The cause of Aimee’s success was not her so-called Foursquare Gospel: biblical infallibility, conversion, religious healing, and the imminent return of Christ. It was her vibrant personality, unconventional preaching, and, especially, her flair for drama and publicity that won her the loyalty—and money—of her people. Aimee gave them a show, and they were willing to pay for it. Angelus Temple was fitted out with a stage on which Sister enacted sacred operas and religious tableaux. Dancing devils complete with hellfire and pitchforks were routed before the eyes of the assembly by the godly gunfire of Aimee’s Army.

On May 18, 1926, Sister Aimee disappeared while swimming near Venice Beach. Many believed she’d drowned, but McPherson’s mother received a ransom note from a group called “the Avengers.” If she did not pay $500,000, the note threatened, the Avengers would sell Sister Aimee into white slavery! The mystery of McPherson’s disappearance became a huge national story—much bigger than Sanford’s—and after 32 days, McPherson surfaced on the Mexico-Arizona border. She claimed she’d been kidnapped, tortured, and drugged by two baddies named Steve and “Mexicali Rose” and that she’d finally escaped by sawing through her ropes with the sharp edge of a tin can and walking 13 hours across the desert. (Sanford’s purported quiet hike along the Appalachian Trail is a poor substitute.) Hollywood filmmakers instantly dramatized her story.

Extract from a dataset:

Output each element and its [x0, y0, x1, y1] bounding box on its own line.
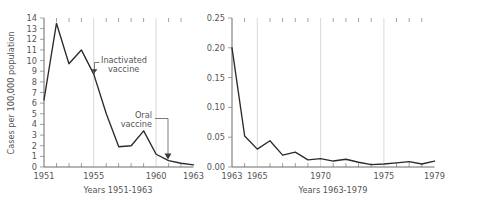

The trouble was, her story was deeply suspicious from the start. Her shoes were unscuffed, the Mexican shack where she claimed she’d been held could not be located, and although she’d disappeared from sight wearing a bathing suit, she reappeared fully clothed. Prosecutors became so frustrated with McPherson that they went after her for perjury. The investigation that followed uncovered considerable evidence that Sister Aimee had in fact run off with her lover, an employee and radio engineer named Kenneth Ormiston. But this was never proven, in part because McPherson, unlike Sanford, never, ever flinched from repeating her quite obviously untrue story. Although the press thereafter viewed her as a fraud, McPherson returned to her ministry, which she continued until she died (from an overdose of sleeping pills) in 1944. After her death, her son Rolf became pastor of the Angelus Temple. When Rolf died earlier this month at age 96, it was observed, “He didn’t have the charisma that she did.”

That, Gov. Sanford, is what we call panache.